When the Moon Fell on California
Author: R. Force, A. d'Ossché, Baila Dworsky, John Griffin
Date/Studio: 1984 Altman, San Francisco, CA
Engineer: Sandy Stone
Producer: Robert Force
Original Release: When the Moon Fell on California (KM318)
Current Release: The Complete Recordings (BSR 158)
“Blind Boy” d'Ossché and “Back Alley” Bob would often appear between the sets of Force/d'Ossché shows. The dulcimers would be set aside and we'd come back on, Al with his Uncle Julian's gun metal, 14” pie-plate resonator, Waldo tenor banjo and me with a silver Abbott trombone that had been played in the 1914 Harvard marching band. We adopted characters from New Orleans' early Dixieland jazz era and played “send offs” with titles like Commune Refuge and When the Moon Fell on California.

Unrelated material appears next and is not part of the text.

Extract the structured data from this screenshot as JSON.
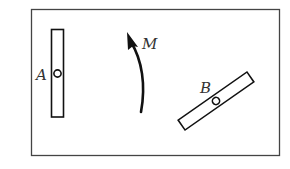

Al would don dark sunglasses and lapse totally into the street scenes of his youth, drawling in the inimitable accent and patois of New Orleans. As “Bone Bob” aka “Back Alley” I got my moniker from the fact that I'd invariably drive by the entrance to whatever gig we were supposed to play and find my way back to the front by doubling through an alley.

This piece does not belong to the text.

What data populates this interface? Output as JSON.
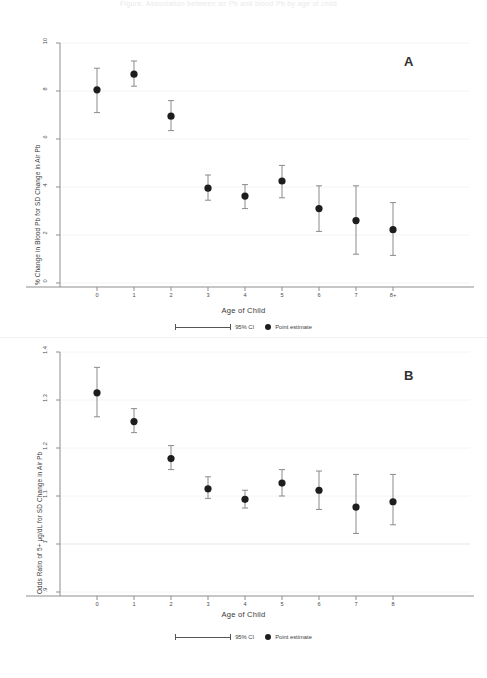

We were staying at the Rockaway Beach, OR home of Baila Dworsky, rehearsing for a 10-gig swing through the Pacific Northwest. John Griffin was there with a sound system he had designed to take on tour with us to record the shows. During a previous tour Albert had come down with hepatitis. Baila graciously offered her wind-swept hideaway for his recovery which took many weeks.
Baila was a central figure in Al's and my lives since KG2. A music teacher in the Portland schools, she was a multi-instrumentalist and trained vocalist. Her expertise helped create the tablature system for the seminal, Pacific Rim Dulcimer Songbook. She read and wrote music and could verify the tab fingerings. She was the producer of our Art of Dulcimer album and transcriber, musical editor/author of the Wild Dulcimer Songbook. As Baila Ruffo, her vocals are on three of our recorded songs.
John was an early computer genius and I don't use the word lightly. He worked with Marvin Minsky, Noam Chomsky and others of the late 50's, early 60s who made the world what it is today. He had double PhDs in mathematics and information theory from MIT. John first showed up in our lives, a resident of Alexander's by the Sea during KG1, as “Ian the Magician” with his long, white beard, prominent nose, twinkling eyes, juggling skills and love of the Sufi tales of the Mullah Nasruddin.
He had left the recording equipment running during a break in our rehearsal. All of the mikes were live. A remarkable hour in time was captured on tape which Ian/John labeled as, The Song Machine. Albert is heard saying, “Hey, we ought to play When the Stars Fell on Alabama.” There is a pause.
“But I don't know any of the words.” A pause. “Or the tune.” I chip in, “How about we do When the Moon Fell on California?” “Yeah!” we all chorused. Albert grabbed his banjo and launched into a simple Dixieland C-F-G chord progression.
What followed was a hilarious session, each of us throwing out ideas and vying to make rhyming and lyrical sense, talking over each other, shouting out alternatives. Albert was infatuated by the then-in-the-news, giant radioactive sponges growing in the seabed off San Francisco but that verse never made it into the final song. John, not unsurprisingly, came up with, “the brains at Cal Tech didn't predict it.” Everyone eventually had more than just a finger in the pie. In an hour it was done and written down. The tape ends with Albert playing “stride” piano, all of us laughing and singing the new song.
Michael Rugg did an amazing, geophysical-accurate drawing of the moon impacting on Hollywood. Albert and I are flying off of the earth, he banjo in hand, me with dulcimer. The title is in Superman-type 3D graphics. I had a trombone track on the cut but Al wanted more of a high-end and hired Ernie Mansfield and his really cooking clarinet. Perfect. Al played both banjo and piano. Baila, he and I sang. Sandy Stone engineered, coming up with a to-the-groove-wall BOOM that is still remarkable.